I genuinely felt as if I was on the horns of a dilemma. On the one hand, she had a right to know. On the other, to know what, while the question of her inheritance was yet to be decided? On the one hand, she had a family and a name. On the other was what the world would make of it all. If all that was doing my head in, what was it going to do to her?

And in the meantime, there was the fact that I didn't want to think about it any more, not for now. The difficulty was, when I looked into those eyes of hers, and I stood close enough to smell the soap she used, but not nearly as close as I wanted to be, I wanted time to go to hell, and the job I was here to do, along with it. I wanted something more than the life I had, working, eating sleeping, happy to be a lone wolf. Looking at her, what I felt was terribly lonely.

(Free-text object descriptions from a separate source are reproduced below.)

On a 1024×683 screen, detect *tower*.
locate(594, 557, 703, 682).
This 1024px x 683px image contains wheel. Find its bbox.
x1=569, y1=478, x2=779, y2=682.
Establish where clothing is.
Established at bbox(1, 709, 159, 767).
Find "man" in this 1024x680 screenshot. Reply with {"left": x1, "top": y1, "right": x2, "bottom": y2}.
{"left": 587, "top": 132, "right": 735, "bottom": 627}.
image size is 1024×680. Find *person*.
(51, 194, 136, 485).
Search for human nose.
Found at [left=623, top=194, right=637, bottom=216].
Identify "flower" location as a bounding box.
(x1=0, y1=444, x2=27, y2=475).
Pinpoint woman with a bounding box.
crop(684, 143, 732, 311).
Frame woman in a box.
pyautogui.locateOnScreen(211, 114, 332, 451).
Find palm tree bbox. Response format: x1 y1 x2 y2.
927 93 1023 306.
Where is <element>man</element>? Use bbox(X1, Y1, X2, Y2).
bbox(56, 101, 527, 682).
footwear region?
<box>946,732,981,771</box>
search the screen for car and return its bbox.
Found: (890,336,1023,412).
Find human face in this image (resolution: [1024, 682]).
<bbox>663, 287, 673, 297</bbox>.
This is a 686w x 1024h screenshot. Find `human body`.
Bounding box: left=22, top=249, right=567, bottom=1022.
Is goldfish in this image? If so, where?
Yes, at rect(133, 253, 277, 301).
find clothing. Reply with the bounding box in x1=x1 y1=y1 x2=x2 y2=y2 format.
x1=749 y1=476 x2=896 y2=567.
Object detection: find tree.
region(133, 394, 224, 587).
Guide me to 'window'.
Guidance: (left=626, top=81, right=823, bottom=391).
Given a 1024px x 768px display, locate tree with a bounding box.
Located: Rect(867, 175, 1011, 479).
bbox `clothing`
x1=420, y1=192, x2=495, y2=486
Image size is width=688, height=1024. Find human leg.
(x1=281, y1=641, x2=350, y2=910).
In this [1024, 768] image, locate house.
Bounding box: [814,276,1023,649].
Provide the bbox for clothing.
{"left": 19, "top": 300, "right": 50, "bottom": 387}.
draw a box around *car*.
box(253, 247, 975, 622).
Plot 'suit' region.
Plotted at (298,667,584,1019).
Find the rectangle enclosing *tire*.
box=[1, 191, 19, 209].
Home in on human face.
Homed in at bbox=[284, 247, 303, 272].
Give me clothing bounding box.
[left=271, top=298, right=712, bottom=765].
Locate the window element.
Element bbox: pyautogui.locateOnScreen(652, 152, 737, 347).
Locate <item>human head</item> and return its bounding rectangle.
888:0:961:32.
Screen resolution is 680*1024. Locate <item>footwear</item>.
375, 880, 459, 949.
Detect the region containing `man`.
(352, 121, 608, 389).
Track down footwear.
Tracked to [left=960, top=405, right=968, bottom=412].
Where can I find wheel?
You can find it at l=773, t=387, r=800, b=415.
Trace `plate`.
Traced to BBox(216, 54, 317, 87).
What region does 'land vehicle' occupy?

It threw me. I didn't know what to do or to say, so I just stood there looking at her, with doubtless half at least of what I was longing for written on my face. And she just stood there too, looking back at me.

A clock began to chime. It must have come from the orphanage. We both started. ‘We'd better get back,' I said.

‘I had better go home,' she said at the same time.

And we left it at that, though neither of us wanted to. I knew that for certain.